Interpreting The EU Pay Transparency Directive
While not binding legislation itself, the Directive requires EU member states to pass new legislation by June 2026. All companies with 100 or more employees in Europe will need to comply with a stringent set of rules which include:
- Providing pay ranges to applicants for greater transparency in job postings
- Providing information on the criteria for determining pay and pay progression
- Reporting and sharing information on the gender pay gap in the organisation
- Assessing the causes of pay gaps and take tangible steps to remedy them
Under these new regulations, companies will be required to go beyond paying the same for identical job roles. Instead, a set of gender-neutral job evaluation frameworks will need to be developed in order to ensure pay equity across similar categories of jobs.
Plus, as the name of the Directive implies, companies will suddenly need to become a lot more transparent about how they pay their staff. This includes:
- Pay transparency upon hiring: employers are required to disclose to job applicants their pay rates prior to the job interview, and they will be prohibited from inquiring about a candidate’s salary history.
- Pay transparency for existing employees: workers are entitled to request information on their individual pay and the average pay of categories of workers performing the same work, or performing what is deemed ‘work of equal value’.
The sticking point? Defining what constitutes ‘work of equal value’. Let’s take a look at how the Directive has clarified this key concept - and how companies can establish when two roles are equivalent.
How The Directive Clarifies Equal Work
To quote directly from the EU Directive, it says this about assessing the comparative value of work:
In accordance with the case of law of the Court of Justice, the value of work should be assessed and compared on the basis of objective criteria « devrait être évalué et comparé sur la base de critères objectifs » including educational, professional and training requirements, skills, effort, responsibility and working conditions, irrespective of differences in working conditions.
It continues:
The facilitate the application of the concept of work of equal value, especially for micro, small and medium-sized enterprises, the objective criteria to be used should include four factors: skills, effort, responsibility and working conditions « les critères objectifs à utiliser devraient inclure quatre facteurs »
Language is important here. In the original French, the Directive adopts the verb ‘devrait’ (should) as opposed to ‘doit’ (must). The overall impression? That the EU requirements leave a significant amount of space for interpretation.
One thing that’s clear is that, to comply, a job evaluation framework will need to be ‘objective’. It will also need to break roles down into constituent parts to analyse them.
Many of the job evaluation systems that companies currently use will fall short. Ultimately, whether the system chosen by the employer is in fact objectively gender-neutral will likely be a matter that’s decided by the courts.
How Are Member States Interpreting & Implementing The Directive?
As the 2026 deadline for implementing the Directive into national law looms, member states are already preparing for the sea change that the new requirements represent.
Sweden has made one of the first moves. They’re the first of the 27 member states to put forward a 388 page report, a result of a year long investigation, on how the Directive can be implemented into national law.
Compared to many other EU member states, Sweden was already ahead of the curve when it comes to pay equality, and some provisions set out by the Directive were already enshrined by national legislation.
However, there are also plenty of new requirements that Sweden, like all EU members, will need to implement. When discussing job evaluation, the report predicts that many organisations will need to change their job architecture and evaluation framework in order to comply with new requirements.
Elsewhere, the Spanish government has recently published its own job evaluation tool. Their approach stands in stark contrast to developments in commercial job evaluation systems as it heavily (>20%) focuses on working conditions, with their immense potential to discriminate in favour of male dominated roles.
Clearly, the job evaluation element of the EU directive could be interpreted in wildly different ways by member states. And the next challenge? Businesses implementing strategies and internal policies to comply with new national laws.
Many organisations don't have job evaluation in place, and those that have implemented one in the last decade have often fallen for the simplified approach of non-analytical job slotting.
So, with time ticking down to 2026, we’re likely to see businesses across the bloc scrambling to comply.
Establishing Equal Work? Make It Crystal Clear With gradar
With gradar, there’s no ambiguity about what constitutes equal work. As a tool that breaks roles down into a wide range of constituent factors such as professional knowledge, specific responsibilities and interpersonal skills, gradar offers a deeply analytical and highly objective approach to job evaluation. Crucially, the watertight point-factor evaluation method stands in court as an equal pay defence.
Our system is accessible, affordable and works for businesses of all sizes. Available in 27 languages (and counting!), it has an intuitive interface and easy functionality that means it can be used by your own HR team in-house.
We’re here to help businesses across the EU and beyond future-proof themselves against evolving pay transparency requirements. Sounds like something your organisation could use? Get in touch with our team today!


### What the task requires
I would like each line of the data that holds the word "energy" copied out.
Data shown section start
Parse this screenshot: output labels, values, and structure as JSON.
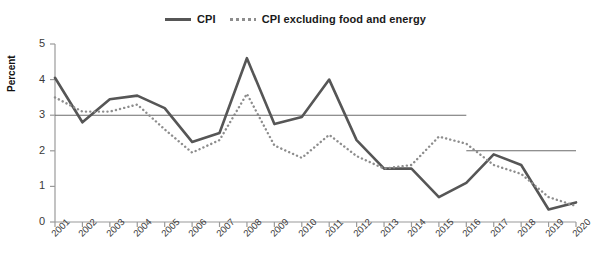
{
  "legend": {
    "items": [
      {
        "label": "CPI",
        "style": "solid",
        "color": "#565656",
        "icon": "line-solid-icon"
      },
      {
        "label": "CPI excluding food and energy",
        "style": "dotted",
        "color": "#8d8d8d",
        "icon": "line-dotted-icon"
      }
    ]
  },
  "axes": {
    "ylabel": "Percent",
    "yticks": [
      "0",
      "1",
      "2",
      "3",
      "4",
      "5"
    ],
    "xticks": [
      "2001",
      "2002",
      "2003",
      "2004",
      "2005",
      "2006",
      "2007",
      "2008",
      "2009",
      "2010",
      "2011",
      "2012",
      "2013",
      "2014",
      "2015",
      "2016",
      "2017",
      "2018",
      "2019",
      "2020"
    ]
  },
  "chart_data": {
    "type": "line",
    "title": "",
    "xlabel": "",
    "ylabel": "Percent",
    "ylim": [
      0,
      5
    ],
    "grid": false,
    "legend_position": "top-center",
    "x": [
      "2001",
      "2002",
      "2003",
      "2004",
      "2005",
      "2006",
      "2007",
      "2008",
      "2009",
      "2010",
      "2011",
      "2012",
      "2013",
      "2014",
      "2015",
      "2016",
      "2017",
      "2018",
      "2019",
      "2020"
    ],
    "series": [
      {
        "name": "CPI",
        "style": "solid",
        "color": "#565656",
        "values": [
          4.05,
          2.8,
          3.45,
          3.55,
          3.2,
          2.25,
          2.5,
          4.6,
          2.75,
          2.95,
          4.0,
          2.3,
          1.5,
          1.5,
          0.7,
          1.1,
          1.9,
          1.6,
          0.35,
          0.55
        ]
      },
      {
        "name": "CPI excluding food and energy",
        "style": "dotted",
        "color": "#8d8d8d",
        "values": [
          3.5,
          3.1,
          3.1,
          3.3,
          2.6,
          1.95,
          2.3,
          3.6,
          2.15,
          1.8,
          2.45,
          1.85,
          1.5,
          1.6,
          2.4,
          2.2,
          1.6,
          1.35,
          0.7,
          0.45
        ]
      }
    ],
    "reference_lines": [
      {
        "name": "target-3-percent",
        "value": 3.0,
        "x_start": "2001",
        "x_end": "2016",
        "color": "#6b6b6b"
      },
      {
        "name": "target-2-percent",
        "value": 2.0,
        "x_start": "2016",
        "x_end": "2020",
        "color": "#6b6b6b"
      }
    ]
  }
}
Data shown section end
### Solution to this task
        "label": "CPI excluding food and energy",
        "name": "CPI excluding food and energy",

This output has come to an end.